“Serious is not a word to use in decorating,” is one of Los Angeles interior designer Kathryn M. Ireland’s favorite axioms. Maybe that’s why in her 30-year career she’s had a lot of clients with a sense of humor, including Steve Martin and Drew Barrymore.
She shares some of her Hollywood projects and her own homes in the new book “A Life In Design” (Simon & Schuster), out Oct. 24, which celebrates her fearless approach to mixing colors, global styles and fabrics.
“I think everyone in the book is still in their houses,” says Ireland, who moved from London to L.A. in the ’80s, and has lent her style to Spanish Colonial houses, ranches and farmhouses up and down the California coast, in the Hamptons, and in the British and French countrysides.
She got her start when she turned her filmmaker husband’s editing studio in Santa Monica into a shop selling decorative accessories, which became an instant hit. Ireland was also a design writer, and when Steve Martin saw her article in House & Garden about actors Amanda Pays and Corbin Bernsen’s renovated home, he wanted something similar. That’s when she got her first professional job as an interior designer for his cottage.
Taking into account Martin’s colorful modern art collection, she chose fabrics with more subtle seafoam green and cream hues and interesting textures as a contrast; designed simple yet luxurious curtains to hang in the windows and French doors, and created relaxed seating areas conducive to conversation or an impromptu banjo session.
“Every job I’ve done has been a huge learning curve. Leading with art and antiques, I learned that from Steve,” she says.
Ireland had between Labor Day and Thanksgiving to transform cosmetics giant Victoria Jackson’s ranch house in Ojai, California. She stripped floors; remodeled bathrooms, and added Moroccan and Mexican tiles, Spanish light fixtures and European furnishings, with lots of unexpected touches, like curtains made from vintage Mexican serapes and red floral-shaped light fixtures from Blanchard Collective in the master bedroom.
“I like the unexpected, but not kitsch — I don’t mind the odd garden gnome, I suppose, but if you do small bits of unexpectedness, it’s amusing,” says Ireland.
For a British actor’s farmhouse in the Cotswolds, she did a full-scale renovation but stayed true to the spirit of the place that once belonged to Sir Mark Palmer, the hippie baronet and former page to his godmother Queen Elizabeth II, and his wife, astrologer Catherine Tennant.
She wallpapered the master bedroom in her Marrakech Natural in Teal, accompanied by a French armchair upholstered in Pampas Teal by Andrew Martin. The armoire was from Lorfords in Tetbury, and the kente cloth bedspread was made by an Ashanti tribe in Ghana. Ireland’s love of Ghanaian fabrics goes back to the ’80s when she first traveled to the country to make a documentary film. Those fabrics became the inspiration for her own fabric collections, featured in the book.

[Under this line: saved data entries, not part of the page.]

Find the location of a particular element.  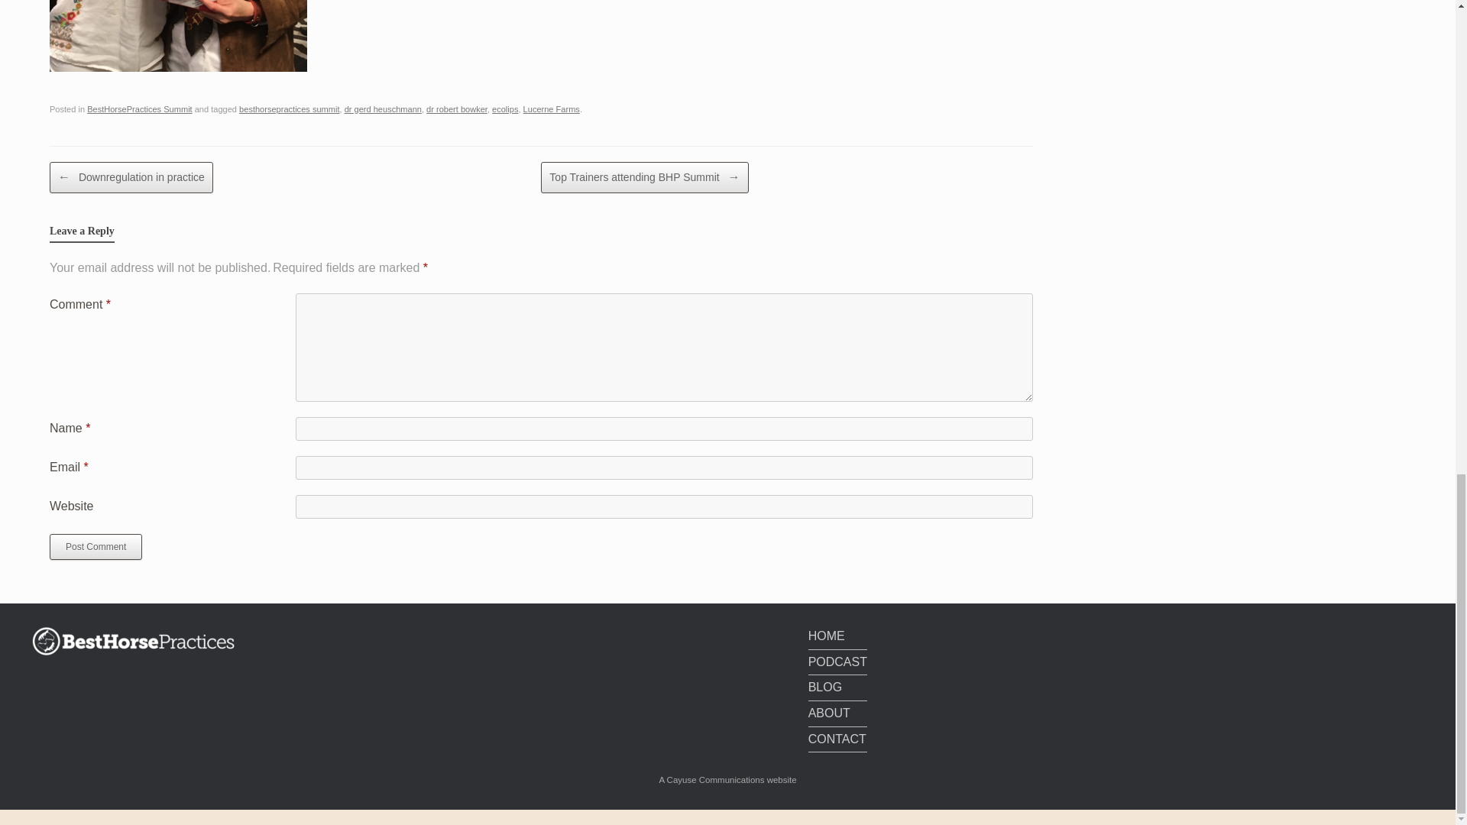

Post Comment is located at coordinates (96, 547).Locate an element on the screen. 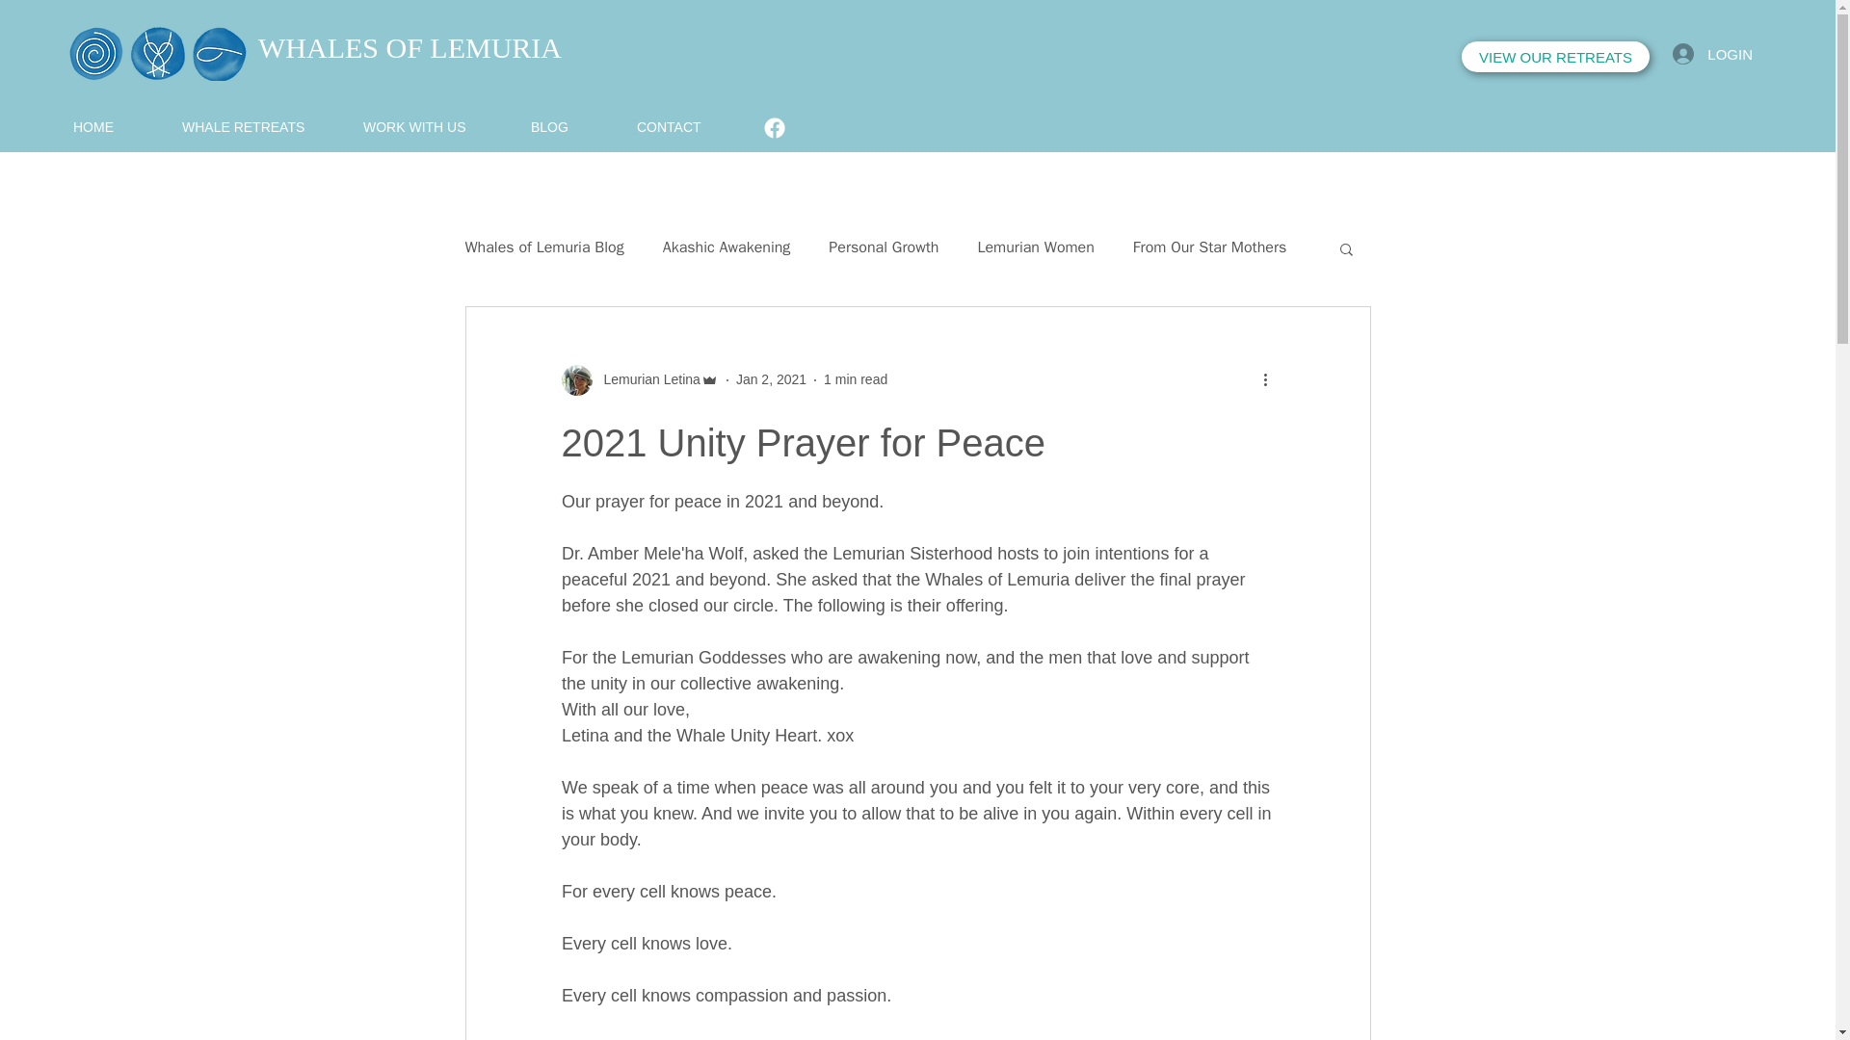 The width and height of the screenshot is (1850, 1040). From Our Star Mothers is located at coordinates (1208, 248).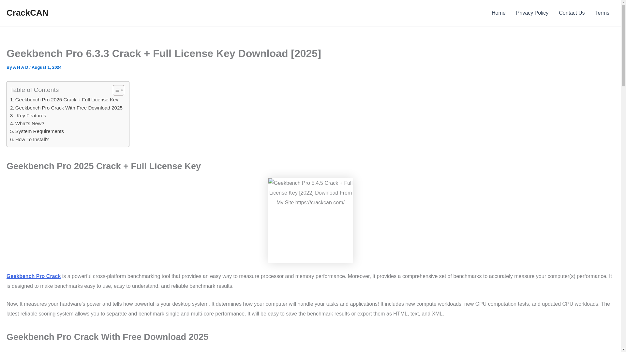 The height and width of the screenshot is (352, 626). I want to click on  Key Features, so click(28, 116).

“I always look at my rooms and say it’s kind of like the United Nations. Everyone gets on in my rooms. You’ve got Bali, Ghana, France, all living in the same room. I believe that you don’t want one thing to shout out to you in the room. You can have quite a lot of things shouting at you, but they’ve got to shout together. It’s harmony, I suppose,” she says. “That was the beginning of my textile collecting, apart from the fact that I did win the sewing prize at age 7 for my patchwork quilt.”
She also sewed her own clothes, and still does. “I’m doing kind of like Vivienne Westwood meets Saint Laurent for my son’s wedding,” Ireland says. “I came out of fashion. I worked at Feathers, and actually assisted designing a line of clothes for Arabella Pollen,” she remembers. “I took the collection to New York and I put on fashion shows, including one at Studio 54 at the end of its heyday, and one at Xenon. Fashion for the most part is color, and home is an extension of fashion. As a young girl, all you think about is fabulous clothes, because houses seem so unobtainable.”
But now? “Decorating is therapy. I just love doing it for myself and for other people. I suppose it’s my form of relaxation.”